By default, pytest-asyncio runs each test in its own event loop, sequentially. Tests don’t run concurrently with each other. If you need parallel test execution, use pytest-xdist — but each worker still runs tests sequentially within its event loop.
Testing Patterns Summary
| What You’re Testing | Pattern |
|---|---|
| Simple async function | await + assert |
| Function with I/O dependency | AsyncMock |
| Cancellation handling | task.cancel() + verify cleanup |
| Timeout behavior | asyncio.timeout() in test |
| Multiple concurrent tasks | TaskGroup + event synchronization |
| Background task side effects | Event or Queue to signal completion |
One thing to remember: Replace await asyncio.sleep() in tests with asyncio.Event and asyncio.wait_for() — event-driven synchronization eliminates the timing-dependent flakiness that plagues async test suites.
See Also
- Python Actor Model Why treating each piece of your program like a person with their own mailbox makes concurrency way less scary.

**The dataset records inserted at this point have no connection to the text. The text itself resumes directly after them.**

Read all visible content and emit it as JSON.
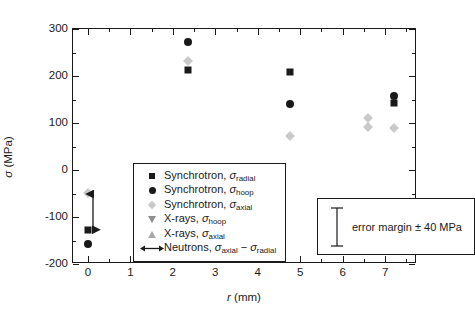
{
  "chart_data": {
    "type": "scatter",
    "title": "",
    "xlabel": "r (mm)",
    "ylabel": "σ (MPa)",
    "xlim": [
      -0.35,
      7.75
    ],
    "ylim": [
      -200,
      300
    ],
    "xticks": [
      0,
      1,
      2,
      3,
      4,
      5,
      6,
      7
    ],
    "xtick_labels": [
      "0",
      "1",
      "2",
      "3",
      "4",
      "5",
      "6",
      "7"
    ],
    "yticks": [
      -200,
      -100,
      0,
      100,
      200,
      300
    ],
    "ytick_labels": [
      "-200",
      "-100",
      "0",
      "100",
      "200",
      "300"
    ],
    "xminor_step": 0.5,
    "yminor_step": 50,
    "grid": false,
    "legend_position": "center-left",
    "series": [
      {
        "name": "Synchrotron, σ_radial",
        "marker": "square",
        "color": "#1a1a1a",
        "points": [
          {
            "x": 0.0,
            "y": -127
          },
          {
            "x": 2.35,
            "y": 212
          },
          {
            "x": 4.75,
            "y": 208
          },
          {
            "x": 7.2,
            "y": 143
          }
        ]
      },
      {
        "name": "Synchrotron, σ_hoop",
        "marker": "circle",
        "color": "#1a1a1a",
        "points": [
          {
            "x": 0.0,
            "y": -158
          },
          {
            "x": 2.35,
            "y": 272
          },
          {
            "x": 4.75,
            "y": 140
          },
          {
            "x": 7.2,
            "y": 157
          }
        ]
      },
      {
        "name": "Synchrotron, σ_axial",
        "marker": "diamond",
        "color": "#c9c9c9",
        "points": [
          {
            "x": 0.0,
            "y": -48
          },
          {
            "x": 2.35,
            "y": 232
          },
          {
            "x": 4.75,
            "y": 73
          },
          {
            "x": 6.6,
            "y": 110
          },
          {
            "x": 6.6,
            "y": 92
          },
          {
            "x": 7.2,
            "y": 90
          }
        ]
      },
      {
        "name": "X-rays, σ_hoop",
        "marker": "triangle-down",
        "color": "#8f8f8f",
        "points": [
          {
            "x": 7.65,
            "y": -130
          }
        ]
      },
      {
        "name": "X-rays, σ_axial",
        "marker": "triangle-up",
        "color": "#a8a8a8",
        "points": [
          {
            "x": 7.65,
            "y": -90
          }
        ]
      },
      {
        "name": "Neutrons, σ_axial − σ_radial",
        "marker": "double-arrow",
        "color": "#1a1a1a",
        "points": [
          {
            "x": 0.12,
            "y_from": -128,
            "y_to": -52
          }
        ]
      }
    ],
    "annotations": [
      {
        "text": "error margin ± 40 MPa",
        "bar_span_mpa": 40
      }
    ]
  },
  "axes": {
    "y_title_sigma": "σ",
    "y_title_unit": "(MPa)",
    "x_title_r": "r",
    "x_title_unit": "(mm)"
  },
  "legend": {
    "items": [
      {
        "marker": "square",
        "prefix": "Synchrotron, ",
        "sigma": "σ",
        "sub": "radial",
        "suffix": ""
      },
      {
        "marker": "circle",
        "prefix": "Synchrotron, ",
        "sigma": "σ",
        "sub": "hoop",
        "suffix": ""
      },
      {
        "marker": "diamond",
        "prefix": "Synchrotron, ",
        "sigma": "σ",
        "sub": "axial",
        "suffix": ""
      },
      {
        "marker": "triangle-down",
        "prefix": "X-rays, ",
        "sigma": "σ",
        "sub": "hoop",
        "suffix": ""
      },
      {
        "marker": "triangle-up",
        "prefix": "X-rays, ",
        "sigma": "σ",
        "sub": "axial",
        "suffix": ""
      },
      {
        "marker": "double-arrow",
        "prefix": "Neutrons, ",
        "sigma": "σ",
        "sub": "axial",
        "suffix": " − ",
        "sigma2": "σ",
        "sub2": "radial"
      }
    ]
  },
  "error_box": {
    "label": "error margin ± 40 MPa"
  }
}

- Python Aiocache Caching aiocache remembers expensive answers so your async Python app doesn't waste time asking the same question twice.
- Python Aiofiles Async Io aiofiles lets your async Python program read and write files without freezing — because normal file operations secretly block everything.
- Python Aiohttp Understand Aiohttp through an everyday analogy so Python behavior feels intuitive, not random.
- Python Anyio Portability AnyIO lets your async Python code work with any async library — write once, run on asyncio or Trio without changes.